Breaking the Pipeline: Understanding and Disrupting the School to Prison System
Alison Sexson
This workshop explores the school-to-prison pipeline, examining how disciplinary policies and systemic inequities push students toward incarceration. Through discussion and real-world examples, participants will explore ways to challenge this cycle, including how Alison's work at Greater Boston Legal Services (GBLS) actively disrupts these patterns.
Restorative Justice in Action: Community-Led Solutions
Matthew DelSesto
This workshop explores the growing movement to center community perspectives in justice conversations and decision-making, emphasizing restorative justice as an alternative to punitive systems. Participants will examine how community collaboration, resource-building, and restorative practices can prevent harm, address developmental needs, and disrupt the school-to-prison pipeline.
Understanding the School-to-Prison Pipeline
Leon Smith & Avery Farmer
This session will explore the dual pathways that push students out of school and into the justice system: excessive suspensions/expulsions and in-school arrests for behaviors better addressed through restorative practices. Participants will discuss the impact of these practices and learn about alternative approaches that keep students connected to their school community and on a path to success.
A Path Forward: Alternatives to Incarceration
Eleanor “Ellie” Bresnahan '19
During this session, participants will explore alternatives to incarceration through a variety of perspectives, including Restorative and Transformative Justice practices. The aim of this session is to gain a broader understanding of what it means to keep our communities safe while working towards humane and just ways to address harm.
Youth Confinement: The Big Picture
Leah Wang
In this workshop, participants will learn about how youth are confined in the United States. There are various ways that youth are brought into juvenile justice and adult criminal-legal systems, and various ways that data are captured and published. Using Prison Policy Initiative's powerful data aggregation and visualization techniques, we will look at the youth justice system in as many ways as we can, noticing trends, disparities, and opportunities for meaningful change.
From Classroom to Cellblock: Breaking the Cycle from Within
Mac Hudson & Aryanna Mumford
This workshop will focus on what happens once individuals enter the system, how prison policies reinforce incarceration rather than rehabilitation, and what needs to change to truly break the cycle. Together, our guests work at Prisoners’ Legal Services (PLS) of Massachusetts. As members of the PLS Race Equity Team, each plays a key role in advocating for incarcerated individuals and addressing systemic barriers to reentry.
Prisoners’ Legal Services (PLS) of Massachusetts aims to challenge the carceral system through litigation, advocacy, client counseling, partnership with impacted individuals and communities, and outreach to policymakers and the public in order to promote the human rights of incarcerated persons and end harmful confinement.
“The Brutalist, Part II?" – Examining U.S. Prison & School Architecture & Design
Aidan Wang
Writing in 1975 in his book Discipline and Punish, French philosopher Michel Foucault pondered, "Is it surprising that prisons resemble factories, schools, barracks, hospitals, which all resemble prisons?" In this Social Justice Day Workshop, we will consider this chicken-and-the-egg paradox, examining the links between prison and school design, particularly in the second half of the 20th century. We will use a plethora of photos, building plans, and diagrams from both prisons and schools to ask questions on how architecture relates to institutions' overall goals.
Inclusion, Diversity, Equity, & Action (IDEA) Committee
The IDEA Committee at CSW is a group of students (there are two representative per class) and adults whose purpose is to work together to make CSW an open and safe community that encourages all voices to be heard in a respectful manner, promoting the enrichment of our school culture through discussions, events and wide-ranging curricula. As a committee, the group seeks to foster a campus that provides a sense of inclusiveness that reflects the broad range of ages, races, genders, ethnicities, cultures, nationalities, religions, sexual orientations, social and economic classes, and physical and learning differences in our community.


**EXERCISE:**
Compute how many lines in the entries below include the string "INCIDENT". Only the number is wanted.

**DATA RECORDS:**
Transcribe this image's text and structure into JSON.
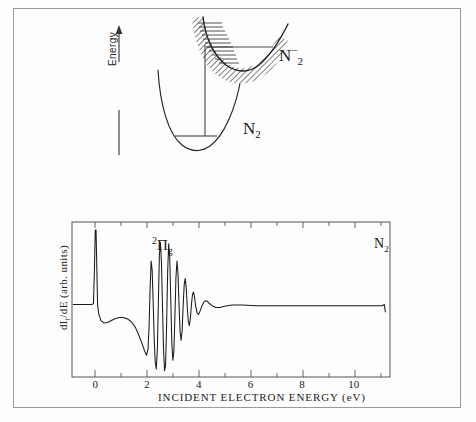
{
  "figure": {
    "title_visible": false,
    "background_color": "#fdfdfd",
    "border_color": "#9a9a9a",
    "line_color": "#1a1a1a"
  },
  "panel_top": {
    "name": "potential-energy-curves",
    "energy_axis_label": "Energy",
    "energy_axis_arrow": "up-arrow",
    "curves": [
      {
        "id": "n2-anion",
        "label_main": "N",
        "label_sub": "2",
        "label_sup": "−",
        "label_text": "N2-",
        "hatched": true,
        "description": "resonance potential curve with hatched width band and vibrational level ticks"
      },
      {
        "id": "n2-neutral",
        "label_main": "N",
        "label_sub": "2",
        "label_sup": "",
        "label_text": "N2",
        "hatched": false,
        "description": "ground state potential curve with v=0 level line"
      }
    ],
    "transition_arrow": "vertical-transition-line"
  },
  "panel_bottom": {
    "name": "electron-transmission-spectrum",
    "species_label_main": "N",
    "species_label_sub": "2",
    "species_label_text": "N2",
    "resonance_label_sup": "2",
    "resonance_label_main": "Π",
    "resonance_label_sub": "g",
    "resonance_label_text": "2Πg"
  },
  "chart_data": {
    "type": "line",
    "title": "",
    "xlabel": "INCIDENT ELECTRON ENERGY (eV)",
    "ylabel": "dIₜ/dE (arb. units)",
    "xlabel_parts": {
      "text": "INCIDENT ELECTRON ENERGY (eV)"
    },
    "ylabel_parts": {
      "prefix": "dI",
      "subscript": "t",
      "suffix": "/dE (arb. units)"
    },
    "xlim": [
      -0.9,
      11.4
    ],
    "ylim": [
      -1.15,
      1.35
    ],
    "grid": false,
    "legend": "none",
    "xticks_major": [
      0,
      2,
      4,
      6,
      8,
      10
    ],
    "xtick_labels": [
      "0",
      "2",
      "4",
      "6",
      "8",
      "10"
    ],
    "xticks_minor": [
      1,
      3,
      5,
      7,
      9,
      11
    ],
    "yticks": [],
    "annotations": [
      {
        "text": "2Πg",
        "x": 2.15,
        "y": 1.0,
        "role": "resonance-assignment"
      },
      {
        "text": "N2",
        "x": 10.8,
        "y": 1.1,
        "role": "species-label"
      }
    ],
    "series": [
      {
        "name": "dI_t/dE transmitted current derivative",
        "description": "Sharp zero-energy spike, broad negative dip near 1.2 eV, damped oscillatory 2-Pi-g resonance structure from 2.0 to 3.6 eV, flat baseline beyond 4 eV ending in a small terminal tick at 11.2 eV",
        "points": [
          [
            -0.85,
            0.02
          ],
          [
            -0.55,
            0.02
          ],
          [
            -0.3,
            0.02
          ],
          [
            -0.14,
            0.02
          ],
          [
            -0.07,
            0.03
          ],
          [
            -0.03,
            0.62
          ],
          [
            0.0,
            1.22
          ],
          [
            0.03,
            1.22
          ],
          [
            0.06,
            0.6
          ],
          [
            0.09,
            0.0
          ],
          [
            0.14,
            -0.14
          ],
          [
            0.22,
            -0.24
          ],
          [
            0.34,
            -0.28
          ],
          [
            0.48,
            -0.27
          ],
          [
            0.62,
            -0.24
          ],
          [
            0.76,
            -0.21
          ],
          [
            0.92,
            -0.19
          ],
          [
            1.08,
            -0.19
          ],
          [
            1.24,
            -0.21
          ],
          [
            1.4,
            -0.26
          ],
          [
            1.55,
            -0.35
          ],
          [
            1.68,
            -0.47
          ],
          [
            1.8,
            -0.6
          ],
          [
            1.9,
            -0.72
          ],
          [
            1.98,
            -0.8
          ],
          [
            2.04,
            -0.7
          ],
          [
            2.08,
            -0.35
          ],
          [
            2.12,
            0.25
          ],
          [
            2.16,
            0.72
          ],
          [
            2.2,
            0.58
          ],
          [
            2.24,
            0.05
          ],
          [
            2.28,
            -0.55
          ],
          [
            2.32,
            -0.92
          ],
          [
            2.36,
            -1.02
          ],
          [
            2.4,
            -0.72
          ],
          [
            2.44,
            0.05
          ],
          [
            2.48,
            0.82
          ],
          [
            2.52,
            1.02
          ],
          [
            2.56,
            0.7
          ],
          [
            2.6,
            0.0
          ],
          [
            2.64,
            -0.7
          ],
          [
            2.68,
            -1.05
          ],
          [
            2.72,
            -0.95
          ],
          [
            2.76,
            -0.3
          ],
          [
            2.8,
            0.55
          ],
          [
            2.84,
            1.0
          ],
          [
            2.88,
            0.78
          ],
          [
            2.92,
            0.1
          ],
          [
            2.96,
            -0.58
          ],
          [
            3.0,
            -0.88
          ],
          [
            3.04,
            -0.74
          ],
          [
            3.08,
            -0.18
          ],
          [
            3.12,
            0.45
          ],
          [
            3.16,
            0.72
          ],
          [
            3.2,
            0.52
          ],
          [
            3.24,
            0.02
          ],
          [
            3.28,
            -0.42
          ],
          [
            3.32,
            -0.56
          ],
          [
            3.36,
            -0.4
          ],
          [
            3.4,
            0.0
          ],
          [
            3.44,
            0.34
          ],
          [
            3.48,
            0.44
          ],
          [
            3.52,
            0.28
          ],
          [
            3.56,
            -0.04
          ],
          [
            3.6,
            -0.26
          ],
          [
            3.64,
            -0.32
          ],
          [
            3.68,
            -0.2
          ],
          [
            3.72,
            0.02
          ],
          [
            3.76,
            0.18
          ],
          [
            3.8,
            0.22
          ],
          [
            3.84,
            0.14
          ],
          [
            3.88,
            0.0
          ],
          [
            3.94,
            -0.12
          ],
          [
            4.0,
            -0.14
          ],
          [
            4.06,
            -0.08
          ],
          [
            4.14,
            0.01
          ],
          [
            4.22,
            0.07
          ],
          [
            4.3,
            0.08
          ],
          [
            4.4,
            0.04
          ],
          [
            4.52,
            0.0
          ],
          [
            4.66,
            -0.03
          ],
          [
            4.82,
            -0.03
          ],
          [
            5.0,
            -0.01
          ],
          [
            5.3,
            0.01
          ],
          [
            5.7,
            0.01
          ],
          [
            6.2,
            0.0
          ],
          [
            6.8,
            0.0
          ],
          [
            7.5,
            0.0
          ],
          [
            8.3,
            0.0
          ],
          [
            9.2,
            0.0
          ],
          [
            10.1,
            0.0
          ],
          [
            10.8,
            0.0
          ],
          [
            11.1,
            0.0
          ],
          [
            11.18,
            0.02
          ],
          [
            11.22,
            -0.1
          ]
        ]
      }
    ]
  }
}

**ANSWER FOR THIS EXERCISE:**
2